Author : Rossiter Johnson
Publisher :
Page : 470 pages
File Size : 36,80 MB
Release : 1908
Category : Fiction
ISBN :
Author : Laura L. Mielke
Publisher : University of Michigan Press
Page : 297 pages
File Size : 50,75 MB
Release : 2019-02-26
Category : Performing Arts
ISBN : 0472124374
In the mid-19th century, rhetoric surrounding slavery was permeated by violence. Slavery’s defenders often used brute force to suppress opponents, and even those abolitionists dedicated to pacifism drew upon visions of widespread destruction. Provocative Eloquence recounts how the theater, long an arena for heightened eloquence and physical contest, proved terribly relevant in the lead up to the Civil War. As antislavery speech and open conflict intertwined, the nation became a stage. The book brings together notions of intertextuality and interperformativity to understand how the confluence of oratorical and theatrical practices in the antebellum period reflected the conflict over slavery and deeply influenced the language that barely contained that conflict. The book draws on a wide range of work in performance studies, theater history, black performance theory, oratorical studies, and literature and law to provide a new narrative of the interaction of oratorical, theatrical, and literary histories of the nineteenth-century U.S.
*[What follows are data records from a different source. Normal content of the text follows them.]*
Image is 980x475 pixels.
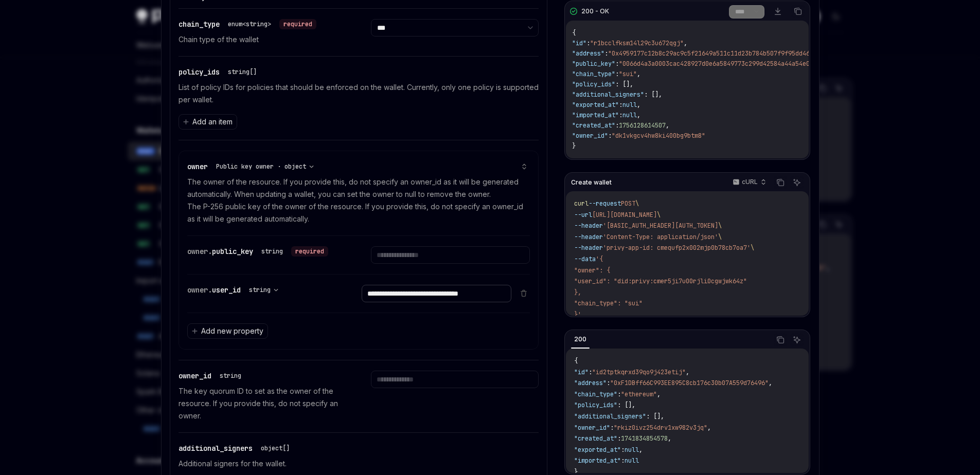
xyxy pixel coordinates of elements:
span: , [668,434,671,443]
div: required [291,246,328,256]
span: : [617,434,621,443]
span: : [619,111,623,119]
span: chain_type [179,20,219,29]
span: { [574,357,578,365]
button: Add an item [179,114,237,129]
span: "ethereum" [621,391,657,399]
span: "exported_at" [574,446,621,454]
span: --url [574,211,592,219]
span: "id" [572,39,586,47]
span: , [769,379,772,387]
span: "policy_ids" [574,401,617,410]
span: : [621,446,625,454]
span: 'Content-Type: application/json' [603,233,718,241]
div: owner [187,161,318,172]
button: Ask AI [790,333,803,346]
span: "created_at" [574,434,617,443]
span: "id" [574,368,588,376]
span: : [615,121,619,129]
span: : [610,424,614,432]
span: \ [718,222,722,230]
button: Copy the contents from the code block [774,176,787,190]
div: object[] [261,444,290,452]
div: 200 - OK [581,7,609,15]
span: "chain_type": "sui" [574,299,643,307]
div: additional_signers [179,443,293,454]
div: string[] [228,68,256,76]
p: The owner of the resource. If you provide this, do not specify an owner_id as it will be generate... [187,176,530,225]
p: List of policy IDs for policies that should be enforced on the wallet. Currently, only one policy... [179,81,539,106]
span: , [637,70,641,78]
div: string [219,372,241,380]
span: owner [187,162,208,171]
span: , [708,424,711,432]
span: '[BASIC_AUTH_HEADER][AUTH_TOKEN] [603,222,718,230]
span: null [625,446,639,454]
span: user_id [212,285,240,295]
span: \ [657,211,660,219]
span: '{ [596,255,603,264]
span: "additional_signers" [574,413,646,421]
span: --header [574,233,603,241]
span: --header [574,244,603,252]
span: Create wallet [571,179,612,187]
div: string [262,248,283,256]
span: }' [574,311,581,319]
span: Add new property [201,326,264,336]
span: : [617,391,621,399]
span: [URL][DOMAIN_NAME] [592,211,657,219]
div: required [280,19,317,29]
span: public_key [212,247,253,256]
span: 'privy-app-id: cmequfp2x002mjp0b78cb7oa7' [603,244,750,252]
span: : [], [646,413,664,421]
span: \ [750,244,754,252]
span: 1756128614507 [619,121,665,129]
span: "address" [574,379,607,387]
button: Copy the contents from the code block [791,4,805,18]
span: , [665,121,669,129]
span: "id2tptkqrxd39qo9j423etij" [592,368,686,376]
p: The key quorum ID to set as the owner of the resource. If you provide this, do not specify an owner. [179,385,347,422]
span: "rkiz0ivz254drv1xw982v3jq" [614,424,708,432]
span: : [615,60,619,68]
span: "exported_at" [572,101,619,109]
span: \ [636,200,639,208]
span: : [], [644,91,662,99]
span: null [623,101,637,109]
p: cURL [742,178,758,186]
span: --data [574,255,596,264]
span: policy_ids [179,68,219,77]
div: owner_id [179,371,246,381]
span: owner. [187,247,212,256]
span: : [588,368,592,376]
div: owner.public_key [187,246,328,256]
div: 200 [571,333,590,346]
span: , [686,368,689,376]
span: : [604,49,608,57]
button: cURL [727,174,771,191]
p: Additional signers for the wallet. [179,458,539,470]
span: "imported_at" [574,457,621,465]
div: enum<string> [228,20,271,28]
span: "owner": { [574,267,610,275]
span: "0066d4a3a0003cac428927d0e6a5849773c299d42584a44a54e061e3588fea8e28" [619,60,864,68]
span: null [625,457,639,465]
span: "chain_type" [574,391,617,399]
span: "owner_id" [572,131,608,140]
span: curl [574,200,588,208]
span: "policy_ids" [572,80,615,89]
span: , [637,101,641,109]
span: --header [574,222,603,230]
span: "user_id": "did:privy:cmer5ji7u00rjli0cgwjwk64z" [574,277,747,285]
span: "0xF1DBff66C993EE895C8cb176c30b07A559d76496" [610,379,769,387]
span: "chain_type" [572,70,615,78]
span: --request [588,200,621,208]
span: null [623,111,637,119]
span: : [], [615,80,633,89]
span: owner_id [179,371,211,381]
span: "owner_id" [574,424,610,432]
span: "created_at" [572,121,615,129]
span: "address" [572,49,604,57]
span: : [], [617,401,636,410]
span: : [607,379,610,387]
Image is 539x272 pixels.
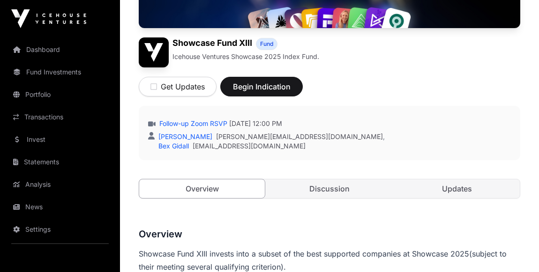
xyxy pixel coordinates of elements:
[8,129,113,150] a: Invest
[220,77,303,97] button: Begin Indication
[229,119,282,128] span: [DATE] 12:00 PM
[139,77,217,97] button: Get Updates
[8,197,113,218] a: News
[173,38,252,50] h1: Showcase Fund XIII
[492,227,539,272] iframe: Chat Widget
[139,179,265,199] a: Overview
[157,132,385,142] div: ,
[8,62,113,83] a: Fund Investments
[139,249,469,259] span: Showcase Fund XIII invests into a subset of the best supported companies at Showcase 2025
[157,133,212,141] a: [PERSON_NAME]
[260,40,273,48] span: Fund
[139,227,520,242] h3: Overview
[8,152,113,173] a: Statements
[11,9,86,28] img: Icehouse Ventures Logo
[193,142,306,151] a: [EMAIL_ADDRESS][DOMAIN_NAME]
[8,39,113,60] a: Dashboard
[216,132,383,142] a: [PERSON_NAME][EMAIL_ADDRESS][DOMAIN_NAME]
[8,107,113,128] a: Transactions
[220,86,303,96] a: Begin Indication
[267,180,392,198] a: Discussion
[173,52,319,61] p: Icehouse Ventures Showcase 2025 Index Fund.
[8,219,113,240] a: Settings
[158,119,227,128] a: Follow-up Zoom RSVP
[8,174,113,195] a: Analysis
[232,81,291,92] span: Begin Indication
[139,38,169,68] img: Showcase Fund XIII
[157,142,189,150] a: Bex Gidall
[8,84,113,105] a: Portfolio
[139,180,520,198] nav: Tabs
[394,180,520,198] a: Updates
Author : John Townsend Trowbridge
Publisher :
Page : 280 pages
File Size : 46,46 MB
Release : 1887
Category :
ISBN :
Author : William L. Van Deburg
Publisher : Univ of Wisconsin Press
Page : 284 pages
File Size : 13,69 MB
Release : 1984
Category : Biography & Autobiography
ISBN : 9780299096342
Spanning more than three centuries, from the colonial era to the present, Van Deburg's overview analyzes the works of American historians, dramatists, novelists, poets, lyricists, and filmmakers -- and exposes, through those artists' often disquieting perceptions, the cultural underpinnings of American current racial attitudes and divisions. Crucial to Van Deburg's analysis is his contrast of black and white attitudes toward the Afro-American slave experience. There has, in fact, been a persistent dichotomy between the two races' literary, historical, and theatrical representations of slavery. If white culture-makers have stressed the "unmanning" of the slaves and encouraged such steteotypes as the Noble Savage and the comic minstrel to justify the blacks' subordination, Afro-Americans have emphasized a counter self-image that celebrates the slaves' creativity, dignity, pride, and assertiveness. ISBN 0-299-09634-3 (pbk.) : $12.50.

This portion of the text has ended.